Kenya
While staying recently on a lonely farm in the Highveld east of Johannesburg, I met a grey parrot that could sing ‘Die Stem’, South Africa’s apartheid-era national anthem. That bird was certainly out of step with the times. We all know that after Mandela’s 1994 election the rainbow nation switched to ‘Nkosi sikelel’ iAfrika’. I was on the farm researching a story on the grisly culture of crime in a country about to host the World Cup. Incredibly, 18,000 murders are committed every year in South Africa. Before bedtime, my hosts put the huge dogs out and locked up the house against gang attacks. Sometimes the ‘hit squads’, as the farmers call them, fire through the house windows so even locked doors provide little comfort. ‘Vaderland!’ crooned the parrot. ‘Waar en trou as Afrikaners!’

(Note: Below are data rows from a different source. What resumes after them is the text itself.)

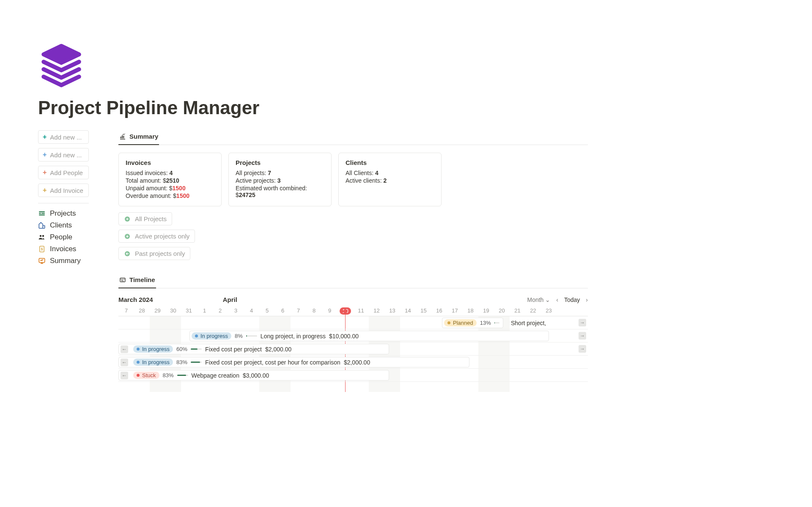 The image size is (812, 507). What do you see at coordinates (549, 312) in the screenshot?
I see `timeline-day: 23` at bounding box center [549, 312].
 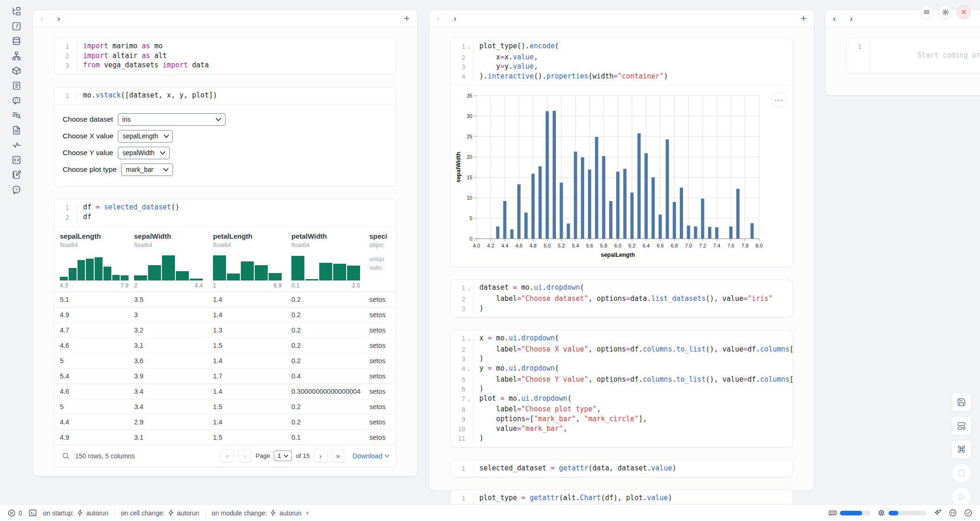 I want to click on search-icon, so click(x=66, y=456).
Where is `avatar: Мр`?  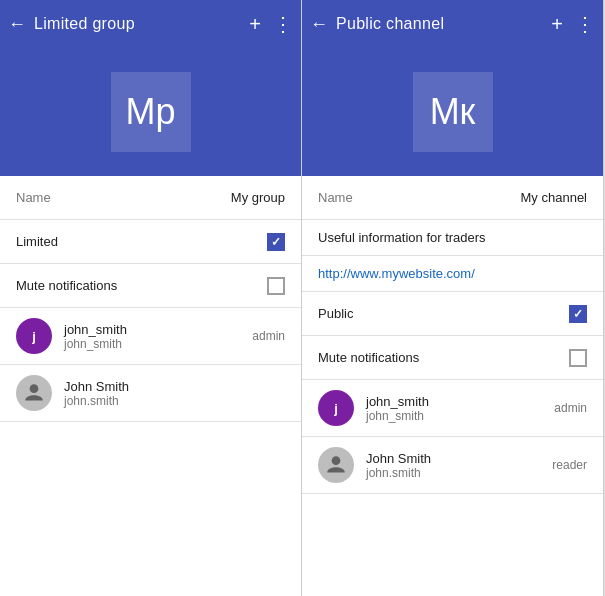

It reminded me that my long-deceased great-aunt Marguerite once had a grey parrot. She lived with Uncle Jim in a nice house with a large garden in Cooden Beach. They had no children and did not keep dogs, but they had a parrot. He lived in a cage next to the telephone in the hallway, where he whistled and talked a lot. When anybody knocked at the front door, he would say in Aunt Marguerite’s exact voice, ‘Oh, do come in. It’s so good to see you.’ When guests left he cried, ‘Goodbye now, do come again!’
My aunt and uncle were keen on tennis. Often they put on whites and played mixed doubles. One hot summer’s day they drove off in their car piled with racquets and left the bedroom window open upstairs. As soon as they were out, a thief, who had been casing the joint, crept through the back garden and climbed up a ladder and into the bedroom.